The office of finance has navigated organizations through one of the most disruptive periods in living memory. Unfortunately for the finance teams directing the front lines of business, there’s no time to take a breather. Teams that fail to facilitate responsiveness in strategic and operational decision-making might find themselves at the mercy of an influx of disruptive external market circumstances.
Earlier this year, Wolters Kluwer conducted a blind study of 1,320 finance and business leaders of private sector enterprises across North America, Europe, and Asia-Pacific. The research showed most finance and business leaders are taking three significant steps to safeguard their businesses in anticipation of disruption.
1. Breaking Down Barriers Between Finance and Operations
Barriers between finance and operations isolate departments from insights that result in sound long-term decision-making. The research revealed that data and departmental silos obstruct finance and business processes. They effectively caged off holistic cross-functional insights. Nearly half the leaders experienced disconnects between systems, tech, finance, and operations. They also expressed the steep costs of those divides, which included poor data integrity and lack of insight sharing.
While disconnects in decision-making processes are rampant now, leaders won’t tolerate them in the future. The survey painted an optimistic picture of near-term financial and operational alignment. Most finance and business leaders indicated they’d be taking immediate steps to bridge tech, process, and data gaps. A total of 74% intend on reviewing financial and operational planning processes and tools in the next year, with almost half revealing they will update their processes in the next six months.
The process prioritized for transformation is supply chain planning. Sixty-three percent of leaders singled out supply chain planning (including demand, inventory, supply, production, and sales and operations planning) as the operational process that would most benefit from integration with financial planning. I’m not surprised by this result, given that the last three years have shown how fragile global supply chains are to market events.
2. Implementing Extended Planning and Analysis Enterprise-Wide
Extended planning and analysis (xP&A) is a planning methodology that extends FP&A capabilities to other areas of an enterprise, including operations, supply chain, production, sales, marketing, and human resources. It promises to give finance the edge needed to become more agile by linking strategic, financial, and operational plans in real-time. If there were an antidote to disruption, uncertainty, and rapid change, it would be agility.
The overwhelming majority of the leaders surveyed believed the agility that xP&A inspires has the potential to transform finance teams over the next five years. They also indicated implementing this approach is high on their priority list.
Our research found that a move towards xP&A is either underway or in companies' three-year plans. The survey found 70% of leaders plan on implementing xP&A within one to three years. One-quarter of respondents are already in the process of implementing xP&A.
3. Modernizing Dated Technology
The next black swan event isn’t a question of if but when. When asked how important it is for finance to anticipate disruption and provide insights to steer the business compared with two years ago, 95% of respondents said it was more important now. Our research shows leaders act on this urgency, with 83% acknowledging organizations can only be ready for disruption by having the best planning approach and tools.
Most leaders, though, are using outdated tech — if any. Over half of the respondents rely on manual spreadsheets and have no financial close, corporate performance management, or business intelligence tools. Eighty-three percent said their technology and tools need to be more sophisticated to respond effectively to new market opportunities and threats.
Leaders indicated they would allocate funds to the technology budget to prepare for the future. The first tech investments will go towards automating financial processes, workflow, and advanced predictive analytics, underpinned by artificial intelligence and machine learning — all critical tools for fostering agility.
By armoring up businesses with financial and operational alignment, extended planning and analysis, and a modernized tech stack, finance and business leaders will be better positioned to re-align cross-functional plans, respond with financial outcomes in mind, and turn disruption into opportunity.
Alessio Lolli is vice president of global new client engagements for CCH Tagetik at Wolters Kluwer.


▸ WHAT TO PRODUCE: Please return every line of the records below that contains the word "area".

Collected data
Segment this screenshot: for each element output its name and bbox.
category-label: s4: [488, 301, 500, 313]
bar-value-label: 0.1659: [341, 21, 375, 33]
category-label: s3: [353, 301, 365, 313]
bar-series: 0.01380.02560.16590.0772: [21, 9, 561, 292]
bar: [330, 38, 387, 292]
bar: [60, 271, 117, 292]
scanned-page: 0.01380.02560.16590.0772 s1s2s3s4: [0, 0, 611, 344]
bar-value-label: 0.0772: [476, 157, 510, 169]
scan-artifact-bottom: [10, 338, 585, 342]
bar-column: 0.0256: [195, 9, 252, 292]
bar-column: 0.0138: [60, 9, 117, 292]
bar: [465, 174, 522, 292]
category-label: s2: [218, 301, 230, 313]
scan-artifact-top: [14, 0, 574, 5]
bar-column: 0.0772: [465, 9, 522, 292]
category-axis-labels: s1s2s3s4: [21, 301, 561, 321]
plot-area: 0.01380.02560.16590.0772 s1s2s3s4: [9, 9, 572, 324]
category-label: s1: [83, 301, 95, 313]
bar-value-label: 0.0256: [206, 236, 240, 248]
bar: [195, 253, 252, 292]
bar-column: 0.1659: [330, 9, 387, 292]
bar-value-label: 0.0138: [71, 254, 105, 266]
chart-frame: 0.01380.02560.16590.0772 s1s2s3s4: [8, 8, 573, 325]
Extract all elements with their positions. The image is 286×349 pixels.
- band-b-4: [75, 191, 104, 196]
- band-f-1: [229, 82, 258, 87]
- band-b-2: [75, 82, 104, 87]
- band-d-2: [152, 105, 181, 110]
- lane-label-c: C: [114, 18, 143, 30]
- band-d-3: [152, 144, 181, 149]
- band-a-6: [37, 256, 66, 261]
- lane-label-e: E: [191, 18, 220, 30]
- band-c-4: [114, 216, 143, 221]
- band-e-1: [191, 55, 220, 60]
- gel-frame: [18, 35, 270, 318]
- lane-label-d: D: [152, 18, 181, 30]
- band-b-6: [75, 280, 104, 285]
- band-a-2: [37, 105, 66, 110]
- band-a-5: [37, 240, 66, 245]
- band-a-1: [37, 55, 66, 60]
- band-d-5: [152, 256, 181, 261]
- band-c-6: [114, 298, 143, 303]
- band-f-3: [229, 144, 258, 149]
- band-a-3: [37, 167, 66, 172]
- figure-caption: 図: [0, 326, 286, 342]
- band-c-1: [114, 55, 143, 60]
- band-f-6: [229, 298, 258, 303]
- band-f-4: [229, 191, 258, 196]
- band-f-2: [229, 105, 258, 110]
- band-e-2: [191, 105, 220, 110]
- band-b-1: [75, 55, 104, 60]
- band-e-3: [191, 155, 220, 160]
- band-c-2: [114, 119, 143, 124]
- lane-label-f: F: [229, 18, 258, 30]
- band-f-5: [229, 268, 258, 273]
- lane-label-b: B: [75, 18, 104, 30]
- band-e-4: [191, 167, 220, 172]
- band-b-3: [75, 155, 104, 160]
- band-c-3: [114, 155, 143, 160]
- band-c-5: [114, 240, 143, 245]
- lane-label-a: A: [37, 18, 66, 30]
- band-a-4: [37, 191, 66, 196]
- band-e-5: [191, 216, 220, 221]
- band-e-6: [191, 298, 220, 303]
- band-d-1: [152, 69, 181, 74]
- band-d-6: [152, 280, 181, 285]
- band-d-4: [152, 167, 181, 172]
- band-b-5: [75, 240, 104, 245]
--
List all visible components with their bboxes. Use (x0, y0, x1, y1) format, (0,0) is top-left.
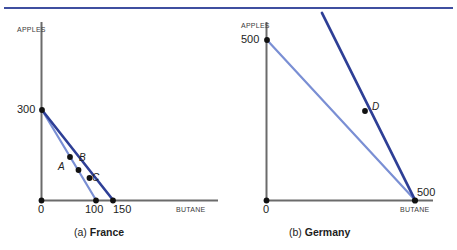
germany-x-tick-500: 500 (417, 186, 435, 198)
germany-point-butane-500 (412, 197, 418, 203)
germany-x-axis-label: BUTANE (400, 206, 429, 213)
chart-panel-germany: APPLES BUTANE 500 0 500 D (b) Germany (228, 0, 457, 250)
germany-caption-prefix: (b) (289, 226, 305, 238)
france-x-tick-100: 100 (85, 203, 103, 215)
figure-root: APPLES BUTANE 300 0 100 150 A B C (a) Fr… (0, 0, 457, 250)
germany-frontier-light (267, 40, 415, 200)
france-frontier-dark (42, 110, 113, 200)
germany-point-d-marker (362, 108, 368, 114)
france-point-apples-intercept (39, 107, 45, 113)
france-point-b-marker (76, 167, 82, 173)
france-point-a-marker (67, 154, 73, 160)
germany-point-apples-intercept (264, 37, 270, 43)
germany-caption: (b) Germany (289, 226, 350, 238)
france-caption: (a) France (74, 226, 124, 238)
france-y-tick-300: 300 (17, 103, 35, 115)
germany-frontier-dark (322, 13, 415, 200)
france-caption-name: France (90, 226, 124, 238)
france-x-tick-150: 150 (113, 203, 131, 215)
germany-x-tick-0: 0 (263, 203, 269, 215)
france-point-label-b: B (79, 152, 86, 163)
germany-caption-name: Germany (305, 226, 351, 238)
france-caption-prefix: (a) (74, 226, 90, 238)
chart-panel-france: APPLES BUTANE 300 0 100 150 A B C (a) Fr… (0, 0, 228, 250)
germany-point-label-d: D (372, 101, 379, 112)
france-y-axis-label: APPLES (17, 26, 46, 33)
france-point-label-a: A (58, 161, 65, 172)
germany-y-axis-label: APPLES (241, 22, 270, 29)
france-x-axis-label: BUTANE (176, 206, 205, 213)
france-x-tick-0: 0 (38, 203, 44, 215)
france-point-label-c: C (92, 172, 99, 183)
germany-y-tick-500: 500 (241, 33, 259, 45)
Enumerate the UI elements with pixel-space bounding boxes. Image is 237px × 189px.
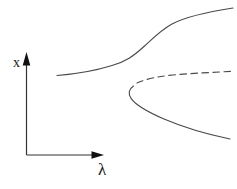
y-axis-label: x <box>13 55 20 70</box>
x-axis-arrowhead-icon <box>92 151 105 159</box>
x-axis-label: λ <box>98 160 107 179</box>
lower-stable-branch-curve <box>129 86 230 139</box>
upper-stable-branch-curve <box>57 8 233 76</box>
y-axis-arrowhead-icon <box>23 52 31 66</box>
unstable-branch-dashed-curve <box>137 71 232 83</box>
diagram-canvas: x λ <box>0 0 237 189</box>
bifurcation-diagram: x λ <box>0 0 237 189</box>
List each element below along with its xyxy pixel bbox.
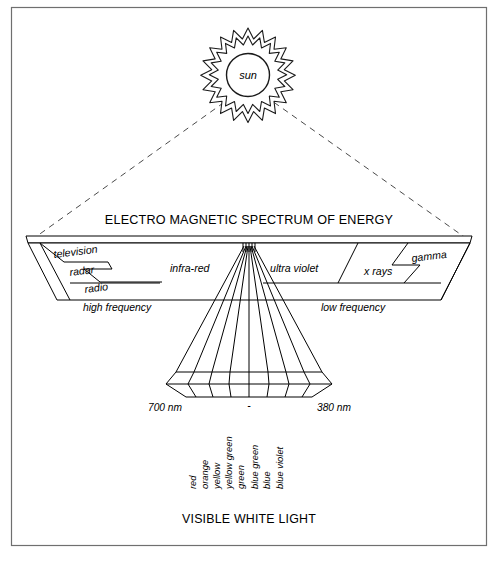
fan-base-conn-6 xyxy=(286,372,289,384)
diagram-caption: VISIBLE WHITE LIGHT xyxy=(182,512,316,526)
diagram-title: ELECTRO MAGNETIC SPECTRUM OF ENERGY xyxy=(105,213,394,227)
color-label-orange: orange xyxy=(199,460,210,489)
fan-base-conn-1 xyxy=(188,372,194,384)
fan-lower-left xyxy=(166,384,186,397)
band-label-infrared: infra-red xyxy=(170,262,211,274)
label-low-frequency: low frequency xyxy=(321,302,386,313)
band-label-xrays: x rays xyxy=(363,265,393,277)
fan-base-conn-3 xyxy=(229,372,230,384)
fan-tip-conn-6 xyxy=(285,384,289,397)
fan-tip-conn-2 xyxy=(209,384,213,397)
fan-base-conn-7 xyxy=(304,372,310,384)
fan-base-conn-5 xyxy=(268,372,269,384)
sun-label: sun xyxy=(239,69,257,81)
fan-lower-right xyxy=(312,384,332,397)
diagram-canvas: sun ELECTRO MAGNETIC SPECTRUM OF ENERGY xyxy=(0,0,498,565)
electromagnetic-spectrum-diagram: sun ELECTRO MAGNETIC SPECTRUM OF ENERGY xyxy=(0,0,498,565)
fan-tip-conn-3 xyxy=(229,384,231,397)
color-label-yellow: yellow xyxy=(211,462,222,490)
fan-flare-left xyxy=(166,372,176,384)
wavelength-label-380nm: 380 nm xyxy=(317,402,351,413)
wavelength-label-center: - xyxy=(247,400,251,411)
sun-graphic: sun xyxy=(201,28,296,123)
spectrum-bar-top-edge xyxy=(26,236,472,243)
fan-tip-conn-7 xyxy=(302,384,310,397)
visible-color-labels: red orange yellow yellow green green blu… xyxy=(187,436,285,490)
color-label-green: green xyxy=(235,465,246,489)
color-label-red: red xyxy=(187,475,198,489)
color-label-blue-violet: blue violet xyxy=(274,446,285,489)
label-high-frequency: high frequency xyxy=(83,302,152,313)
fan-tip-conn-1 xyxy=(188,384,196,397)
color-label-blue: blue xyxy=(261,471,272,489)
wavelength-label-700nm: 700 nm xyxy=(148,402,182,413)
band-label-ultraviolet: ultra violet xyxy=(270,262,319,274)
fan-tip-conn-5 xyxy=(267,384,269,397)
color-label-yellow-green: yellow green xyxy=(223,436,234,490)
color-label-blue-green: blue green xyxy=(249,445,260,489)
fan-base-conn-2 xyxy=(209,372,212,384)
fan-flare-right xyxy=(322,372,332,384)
---
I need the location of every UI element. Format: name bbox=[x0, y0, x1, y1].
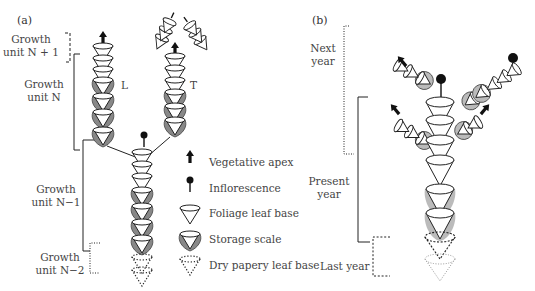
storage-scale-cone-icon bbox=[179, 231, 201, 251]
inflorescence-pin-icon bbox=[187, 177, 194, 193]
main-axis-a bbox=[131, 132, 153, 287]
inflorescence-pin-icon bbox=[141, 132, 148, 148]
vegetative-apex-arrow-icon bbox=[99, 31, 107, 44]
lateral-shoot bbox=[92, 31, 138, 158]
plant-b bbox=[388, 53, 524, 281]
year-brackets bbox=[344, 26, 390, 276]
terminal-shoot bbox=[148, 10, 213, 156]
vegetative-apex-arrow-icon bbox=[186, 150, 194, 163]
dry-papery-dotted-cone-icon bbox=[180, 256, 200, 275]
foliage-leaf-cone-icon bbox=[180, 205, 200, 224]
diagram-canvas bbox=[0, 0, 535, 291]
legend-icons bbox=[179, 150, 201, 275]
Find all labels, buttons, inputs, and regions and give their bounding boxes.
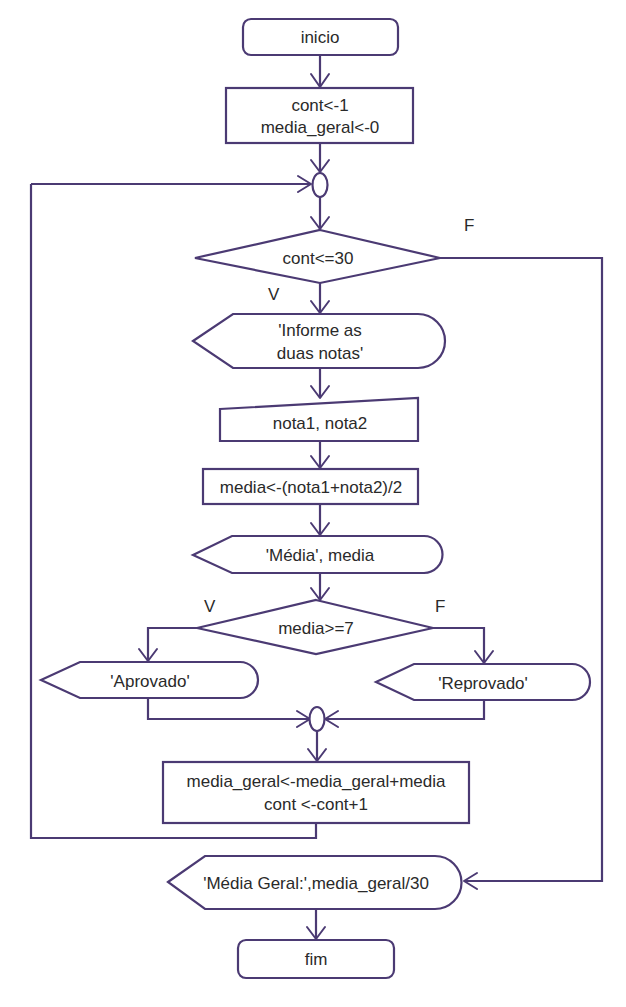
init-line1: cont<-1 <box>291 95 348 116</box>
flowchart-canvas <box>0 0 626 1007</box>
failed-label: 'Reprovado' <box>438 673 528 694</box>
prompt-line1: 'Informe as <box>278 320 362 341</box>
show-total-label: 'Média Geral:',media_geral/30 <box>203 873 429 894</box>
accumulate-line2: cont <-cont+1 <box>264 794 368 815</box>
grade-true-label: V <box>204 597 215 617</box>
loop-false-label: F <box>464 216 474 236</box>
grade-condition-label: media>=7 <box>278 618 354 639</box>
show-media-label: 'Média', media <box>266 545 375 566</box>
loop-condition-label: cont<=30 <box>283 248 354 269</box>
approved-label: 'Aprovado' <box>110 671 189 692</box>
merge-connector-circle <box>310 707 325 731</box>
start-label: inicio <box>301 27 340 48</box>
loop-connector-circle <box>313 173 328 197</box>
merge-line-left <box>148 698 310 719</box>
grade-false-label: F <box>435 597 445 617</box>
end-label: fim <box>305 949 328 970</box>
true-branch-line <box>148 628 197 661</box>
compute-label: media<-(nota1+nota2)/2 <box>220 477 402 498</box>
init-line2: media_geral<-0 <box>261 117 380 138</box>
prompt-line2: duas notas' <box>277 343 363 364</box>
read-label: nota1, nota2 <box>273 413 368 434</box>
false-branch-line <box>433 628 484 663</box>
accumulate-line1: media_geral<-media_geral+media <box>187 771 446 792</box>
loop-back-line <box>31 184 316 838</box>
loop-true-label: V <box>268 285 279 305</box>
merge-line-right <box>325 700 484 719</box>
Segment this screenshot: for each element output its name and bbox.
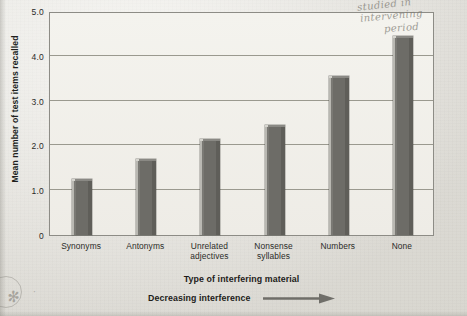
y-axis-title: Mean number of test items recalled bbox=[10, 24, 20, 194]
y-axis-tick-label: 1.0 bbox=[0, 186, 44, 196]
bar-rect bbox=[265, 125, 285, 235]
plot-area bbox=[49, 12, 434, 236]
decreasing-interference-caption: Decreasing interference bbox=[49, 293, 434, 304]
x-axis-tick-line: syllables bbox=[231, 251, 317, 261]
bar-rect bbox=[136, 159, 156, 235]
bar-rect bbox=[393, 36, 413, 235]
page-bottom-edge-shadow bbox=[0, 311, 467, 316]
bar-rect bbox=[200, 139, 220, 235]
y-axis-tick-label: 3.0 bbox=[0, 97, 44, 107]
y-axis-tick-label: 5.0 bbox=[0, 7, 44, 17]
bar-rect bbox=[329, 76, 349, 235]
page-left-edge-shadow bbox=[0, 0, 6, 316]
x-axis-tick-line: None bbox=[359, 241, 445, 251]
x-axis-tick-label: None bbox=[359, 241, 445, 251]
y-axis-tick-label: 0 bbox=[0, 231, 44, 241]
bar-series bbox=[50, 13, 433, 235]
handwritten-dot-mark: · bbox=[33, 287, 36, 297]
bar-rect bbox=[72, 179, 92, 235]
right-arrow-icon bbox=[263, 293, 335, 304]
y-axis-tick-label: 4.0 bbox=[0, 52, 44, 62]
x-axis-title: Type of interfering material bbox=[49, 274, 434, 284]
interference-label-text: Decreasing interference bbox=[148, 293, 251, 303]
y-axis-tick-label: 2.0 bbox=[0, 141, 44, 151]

▸ RESULT:
plot-area: 0.01380.02560.16590.0772 s1s2s3s4: [9, 9, 572, 324]
plot-area bbox=[49, 12, 434, 236]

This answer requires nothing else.